A month ago, the President formally admitted what his administration had been denying for four years: that the CIA has been operating clandestine detention centers around the world where detainees are held incommunicado and subject to interrogation techniques he described euphemistically as “alternative” and “tough.”

But what the President calls “alternative” and “tough” is considered torture and inhuman treatment by most people – and by international law. Just this week, Vice President Cheney suggested that it is acceptable practice to subject detainees to what is known as waterboarding, which, despite its somewhat innocuous name, is a vicious form of mock drowning in which a prisoner is strapped to a board and suffocated by water. Earlier this year, more than 100 law professors wrote Attorney General Alberto Gonzales to say that waterboarding meets international legal definitions of torture.

The administration’s other “alternative” techniques reportedly include induced hypothermia and depriving detainees of sleep for so long they are physically sickened by fatigue. After World War II, U.S. military commissions successfully prosecuted as war criminals Japanese soldiers who subjected American prisoners to precisely these types of interrogation techniques.

So last year, when Congress passed the McCain amendment banning the use of “cruel, inhuman, or degrading” treatment by U.S. officials operating anywhere around the world, it put the CIA program in jeopardy. The administration tried to exempt the CIA from the prohibition, but failed. As a result, CIA agents fearful of criminal prosecution reportedly refused to continue such abusive interrogations.

Then, this summer, the Supreme Court further complicated matters for the administration by ruling that the humane treatment requirements of the Geneva Conventions applied to detainees captured in the fight against al-Qaeda. Anyone who ran afoul of these obligations could be prosecuted as a war criminal.

U.S. military intelligence officers had long been questioning the value of information derived from these abusive techniques. On the same day that the President conceded the existence of secret prisons, the senior intelligence officer in the U.S. Army, General Jeff Kimmons, told a Pentagon briefing: “No good intelligence is going to come from abusive practices. I think history tells us that. I think the empirical evidence of the last five years, hard years, tell us that.”

The U.S. Army’s new counter-insurgency manual states that “torture and cruel, inhumane, and degrading treatment is never a morally permissible option, even in situations where lives depend on gaining information.” It concludes that those who “lose moral legitimacy” by employing such methods “lose the war.”

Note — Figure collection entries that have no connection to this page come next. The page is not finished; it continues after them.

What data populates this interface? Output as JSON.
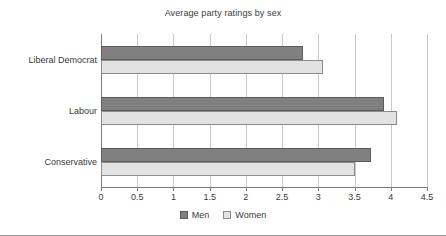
{
  "chart_data": {
    "type": "bar",
    "orientation": "horizontal",
    "title": "Average party ratings by sex",
    "xlabel": "",
    "ylabel": "",
    "categories": [
      "Liberal Democrat",
      "Labour",
      "Conservative"
    ],
    "series": [
      {
        "name": "Men",
        "color": "#808080",
        "values": [
          2.79,
          3.91,
          3.73
        ]
      },
      {
        "name": "Women",
        "color": "#e2e2e2",
        "values": [
          3.06,
          4.08,
          3.51
        ]
      }
    ],
    "xlim": [
      0,
      4.5
    ],
    "xticks": [
      0,
      0.5,
      1,
      1.5,
      2,
      2.5,
      3,
      3.5,
      4,
      4.5
    ],
    "xtick_labels": [
      "0",
      "0.5",
      "1",
      "1.5",
      "2",
      "2.5",
      "3",
      "3.5",
      "4",
      "4.5"
    ],
    "grid": true,
    "grid_axis": "x",
    "legend_position": "bottom",
    "legend": [
      "Men",
      "Women"
    ]
  },
  "colors": {
    "men": "#808080",
    "women": "#e2e2e2",
    "gridline": "#c8c8c8",
    "axis": "#7d7d7d",
    "text": "#3a3a3a",
    "background": "#ffffff"
  }
}
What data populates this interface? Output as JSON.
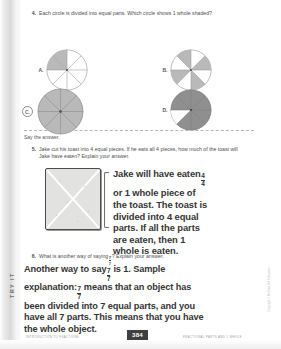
{
  "page": {
    "number": "384",
    "footer_left": "INTRODUCTION TO FRACTIONS",
    "footer_right": "FRACTIONAL PARTS AND 1 WHOLE",
    "side_tab": "TRY IT",
    "vertical_credit": "Copyright © McGraw-Hill Education"
  },
  "questions": [
    {
      "number": "4.",
      "prompt": "Each circle is divided into equal parts. Which circle shows 1 whole shaded?",
      "choices": [
        {
          "label": "A.",
          "parts": 8,
          "shaded": 2,
          "pattern": "quadrant",
          "selected": false
        },
        {
          "label": "B.",
          "parts": 8,
          "shaded": 4,
          "pattern": "alternating",
          "selected": false
        },
        {
          "label": "C.",
          "parts": 8,
          "shaded": 8,
          "pattern": "all",
          "selected": true
        },
        {
          "label": "D.",
          "parts": 8,
          "shaded": 7,
          "pattern": "all-but-one",
          "selected": false
        }
      ]
    },
    {
      "number": "5.",
      "instruction": "Say the answer.",
      "prompt": "Jake cut his toast into 4 equal pieces. If he eats all 4 pieces, how much of the toast will Jake have eaten? Explain your answer.",
      "figure": "toast-divided-in-fourths",
      "answer_lines": [
        "Jake will have eaten",
        "or 1 whole piece of",
        "the toast. The toast is",
        "divided into 4 equal",
        "parts. If all the parts",
        "are eaten, then 1",
        "whole is eaten."
      ],
      "answer_fraction": {
        "numerator": "4",
        "denominator": "4"
      }
    },
    {
      "number": "6.",
      "prompt_before": "What is another way of saying",
      "prompt_fraction": {
        "numerator": "7",
        "denominator": "7"
      },
      "prompt_after": "? Explain your answer.",
      "answer_lines": [
        "Another way to say",
        "is 1. Sample",
        "explanation:",
        "means that an object has",
        "been divided into 7 equal parts, and you",
        "have all 7 parts. This means that you have",
        "the whole object."
      ],
      "answer_fraction": {
        "numerator": "7",
        "denominator": "7"
      }
    }
  ],
  "colors": {
    "shade_light": "#b9b9b9",
    "shade_dark": "#8f8f8f",
    "circle_stroke": "#9a9a9a",
    "text": "#4f4f4f",
    "answer_text": "#353535",
    "badge_bg": "#3f3f3f"
  }
}
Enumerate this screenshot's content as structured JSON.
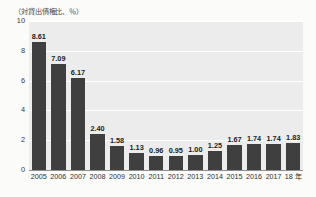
{
  "chart_data": {
    "type": "bar",
    "title": "",
    "subtitle": "",
    "unit_caption": "（対貸出債権比、％）",
    "xlabel": "",
    "ylabel": "",
    "ylim": [
      0,
      10
    ],
    "yticks": [
      0,
      2,
      4,
      6,
      8,
      10
    ],
    "ytick_labels": [
      "0",
      "2",
      "4",
      "6",
      "8",
      "10"
    ],
    "grid": true,
    "grid_color": "#ffffff",
    "legend": "none",
    "bar_color": "#3f3f3f",
    "plot_background": "#ececec",
    "page_background": "#fbfbfa",
    "label_color": "#1c1c1c",
    "categories": [
      "2005",
      "2006",
      "2007",
      "2008",
      "2009",
      "2010",
      "2011",
      "2012",
      "2013",
      "2014",
      "2015",
      "2016",
      "2017",
      "18 年"
    ],
    "values": [
      8.61,
      7.09,
      6.17,
      2.4,
      1.58,
      1.13,
      0.96,
      0.95,
      1.0,
      1.25,
      1.67,
      1.74,
      1.74,
      1.83
    ],
    "value_labels": [
      "8.61",
      "7.09",
      "6.17",
      "2.40",
      "1.58",
      "1.13",
      "0.96",
      "0.95",
      "1.00",
      "1.25",
      "1.67",
      "1.74",
      "1.74",
      "1.83"
    ]
  }
}
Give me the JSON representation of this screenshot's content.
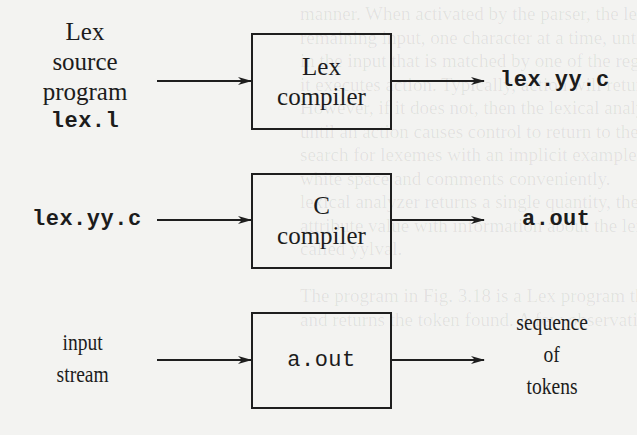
{
  "diagram": {
    "stages": [
      {
        "input": {
          "lines": [
            "Lex",
            "source",
            "program"
          ],
          "file": "lex.l"
        },
        "process": {
          "lines": [
            "Lex",
            "compiler"
          ]
        },
        "output": {
          "file": "lex.yy.c"
        }
      },
      {
        "input": {
          "file": "lex.yy.c"
        },
        "process": {
          "lines": [
            "C",
            "compiler"
          ]
        },
        "output": {
          "file": "a.out"
        }
      },
      {
        "input": {
          "lines": [
            "input",
            "stream"
          ]
        },
        "process": {
          "file": "a.out"
        },
        "output": {
          "lines": [
            "sequence",
            "of",
            "tokens"
          ]
        }
      }
    ],
    "edges": [
      {
        "from": "Lex source program lex.l",
        "to": "Lex compiler"
      },
      {
        "from": "Lex compiler",
        "to": "lex.yy.c"
      },
      {
        "from": "lex.yy.c",
        "to": "C compiler"
      },
      {
        "from": "C compiler",
        "to": "a.out"
      },
      {
        "from": "input stream",
        "to": "a.out"
      },
      {
        "from": "a.out",
        "to": "sequence of tokens"
      }
    ],
    "colors": {
      "background": "#f3f3f1",
      "ink": "#1c1c1c"
    }
  },
  "background_text": "manner. When activated by the parser, the lexical analyzer\nremaining input, one character at a time, until it has\nin the input that is matched by one of the regular\nit executes action. Typically, action will return control\nHowever, if it does not, then the lexical analyzer proceeds\nuntil an action causes control to return to the parser.\nsearch for lexemes with an implicit example in the lexical\nwhite space and comments conveniently.\nlexical analyzer returns a single quantity, the token, to the\nattribute value with information about the lexeme, we can\ncalled yylval.\n\nThe program in Fig. 3.18 is a Lex program that recognizes the\nand returns the token found. A few observations about the"
}
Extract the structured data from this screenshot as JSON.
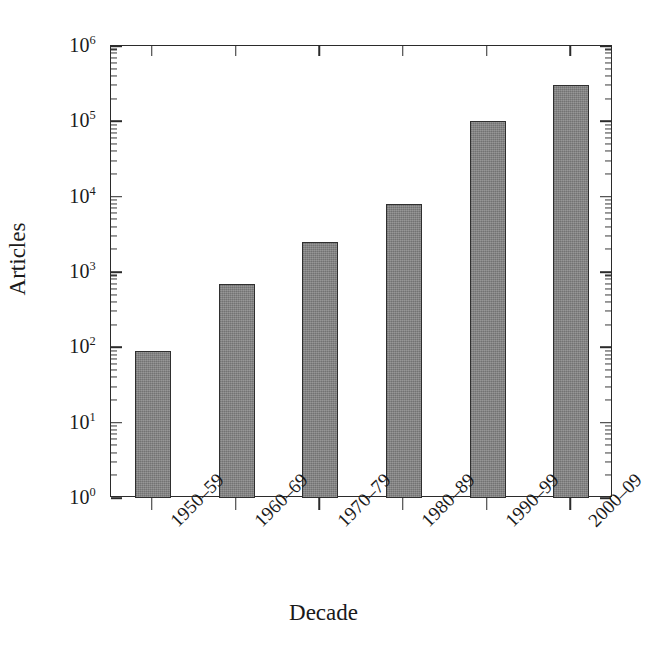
{
  "chart_data": {
    "type": "bar",
    "title": "",
    "subtitle": "",
    "xlabel": "Decade",
    "ylabel": "Articles",
    "categories": [
      "1950–59",
      "1960–69",
      "1970–79",
      "1980–89",
      "1990–99",
      "2000–09"
    ],
    "values": [
      90,
      700,
      2500,
      8000,
      100000,
      300000
    ],
    "yscale": "log",
    "ylim": [
      1,
      1000000
    ],
    "ytick_labels": [
      "10⁰",
      "10¹",
      "10²",
      "10³",
      "10⁴",
      "10⁵",
      "10⁶"
    ],
    "ytick_values": [
      1,
      10,
      100,
      1000,
      10000,
      100000,
      1000000
    ],
    "grid": false,
    "legend": null,
    "bar_color": "#808080",
    "bar_edge_color": "#2f2f2f",
    "axis_color": "#2b2b2b",
    "minor_ticks": true,
    "annotations": []
  },
  "axis": {
    "y_exponents": [
      0,
      1,
      2,
      3,
      4,
      5,
      6
    ],
    "mantissa": "10"
  }
}
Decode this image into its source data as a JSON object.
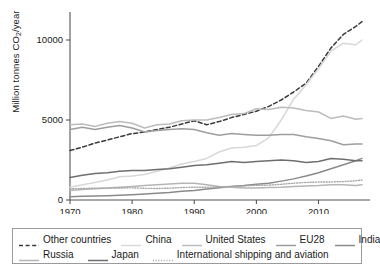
{
  "chart_data": {
    "type": "line",
    "title": "",
    "xlabel": "",
    "ylabel": "Million tonnes CO2/year",
    "ylabel_parts": {
      "pre": "Million tonnes CO",
      "sub": "2",
      "post": "/year"
    },
    "xlim": [
      1970,
      2017
    ],
    "ylim": [
      0,
      11500
    ],
    "xticks": [
      1970,
      1980,
      1990,
      2000,
      2010
    ],
    "yticks": [
      0,
      5000,
      10000
    ],
    "grid": false,
    "legend_position": "below",
    "x": [
      1970,
      1972,
      1974,
      1976,
      1978,
      1980,
      1982,
      1984,
      1986,
      1988,
      1990,
      1992,
      1994,
      1996,
      1998,
      2000,
      2002,
      2004,
      2006,
      2008,
      2010,
      2012,
      2014,
      2016,
      2017
    ],
    "series": [
      {
        "name": "Other countries",
        "color": "#3a3a3a",
        "style": "dashed",
        "width": 1.5,
        "values": [
          3100,
          3300,
          3550,
          3750,
          3950,
          4150,
          4250,
          4400,
          4550,
          4750,
          4950,
          4700,
          4900,
          5150,
          5350,
          5550,
          5850,
          6250,
          6750,
          7300,
          8350,
          9500,
          10350,
          10850,
          11150
        ]
      },
      {
        "name": "China",
        "color": "#d8d8d8",
        "style": "solid",
        "width": 1.5,
        "values": [
          800,
          950,
          1100,
          1250,
          1450,
          1500,
          1600,
          1800,
          2000,
          2250,
          2400,
          2600,
          3000,
          3250,
          3300,
          3400,
          3900,
          5000,
          6300,
          7200,
          8200,
          9300,
          9800,
          9700,
          10000
        ]
      },
      {
        "name": "United States",
        "color": "#bcbcbc",
        "style": "solid",
        "width": 1.5,
        "values": [
          4700,
          4750,
          4600,
          4800,
          4900,
          4800,
          4500,
          4700,
          4750,
          4950,
          5000,
          5000,
          5150,
          5350,
          5400,
          5700,
          5650,
          5800,
          5750,
          5600,
          5500,
          5100,
          5250,
          5050,
          5100
        ]
      },
      {
        "name": "EU28",
        "color": "#9e9e9e",
        "style": "solid",
        "width": 1.5,
        "values": [
          4400,
          4550,
          4400,
          4550,
          4650,
          4500,
          4250,
          4350,
          4400,
          4450,
          4400,
          4200,
          4050,
          4150,
          4100,
          4050,
          4050,
          4100,
          4100,
          3950,
          3850,
          3700,
          3450,
          3500,
          3500
        ]
      },
      {
        "name": "India",
        "color": "#8a8a8a",
        "style": "solid",
        "width": 1.5,
        "values": [
          200,
          230,
          250,
          270,
          300,
          330,
          370,
          420,
          470,
          540,
          600,
          680,
          760,
          850,
          900,
          980,
          1050,
          1180,
          1320,
          1500,
          1700,
          1950,
          2200,
          2450,
          2600
        ]
      },
      {
        "name": "Russia",
        "color": "#b5b5b5",
        "style": "solid",
        "width": 1.5,
        "values": [
          600,
          650,
          700,
          750,
          800,
          850,
          900,
          950,
          1000,
          1050,
          1050,
          950,
          850,
          800,
          750,
          750,
          780,
          800,
          850,
          870,
          900,
          950,
          950,
          900,
          950
        ]
      },
      {
        "name": "Japan",
        "color": "#6e6e6e",
        "style": "solid",
        "width": 1.5,
        "values": [
          1400,
          1550,
          1650,
          1700,
          1800,
          1850,
          1850,
          1900,
          1950,
          2050,
          2150,
          2200,
          2300,
          2400,
          2350,
          2400,
          2450,
          2500,
          2450,
          2350,
          2400,
          2600,
          2550,
          2450,
          2450
        ]
      },
      {
        "name": "International shipping and aviation",
        "color": "#a5a5a5",
        "style": "dotted",
        "width": 1.4,
        "values": [
          700,
          720,
          740,
          740,
          750,
          760,
          730,
          720,
          740,
          780,
          800,
          800,
          820,
          850,
          880,
          920,
          930,
          980,
          1050,
          1100,
          1120,
          1130,
          1150,
          1200,
          1250
        ]
      }
    ]
  },
  "legend": {
    "rows": [
      [
        {
          "label": "Other countries",
          "series": "Other countries"
        },
        {
          "label": "China",
          "series": "China"
        },
        {
          "label": "United States",
          "series": "United States"
        },
        {
          "label": "EU28",
          "series": "EU28"
        },
        {
          "label": "India",
          "series": "India"
        }
      ],
      [
        {
          "label": "Russia",
          "series": "Russia"
        },
        {
          "label": "Japan",
          "series": "Japan"
        },
        {
          "label": "International shipping and aviation",
          "series": "International shipping and aviation"
        }
      ]
    ]
  }
}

The administration, however, was undeterred. While announcing that the secret prisons would be temporarily closed, it urged Congress to redefine U.S. obligations under the Geneva Conventions in a way that would allow the prisons to be reopened - and the abusive interrogations to continue.

Congress refused.

While the compromise legislation that ultimately emerged - the Military Commissions Act of 2006 - includes many deeply troubling provisions and endorses many administration proposals that undermine basic rights, it does not authorize abuse. To the contrary, it defines both torture and cruel and inhuman treatment as war crimes. Anyone who engages in – or authorizes – abusive interrogations is subject to prosecution as a war criminal.

Undoubtedly, the administration will try to find a way to torment detainees. If history is a predictor, it will attempt to twist the act’s language to allow abusive interrogations to continue. But CIA interrogators should be wary: the primary authors of the legislation, Republican Senators John Warner and John McCain have publicly stated that it was their intent to criminalize the abusive practices allegedly carried out by the CIA. And a plain reading of the law suggests that any judge would have little difficulty upholding a conviction for such abuses.

For now, the secret CIA prisons are closed and Congress has firmly stated that abuse and torture should not be part of the U.S. fight against terrorists. Let’s hope the prisons stay closed, and Congress retains its newfound sense of moral outrage.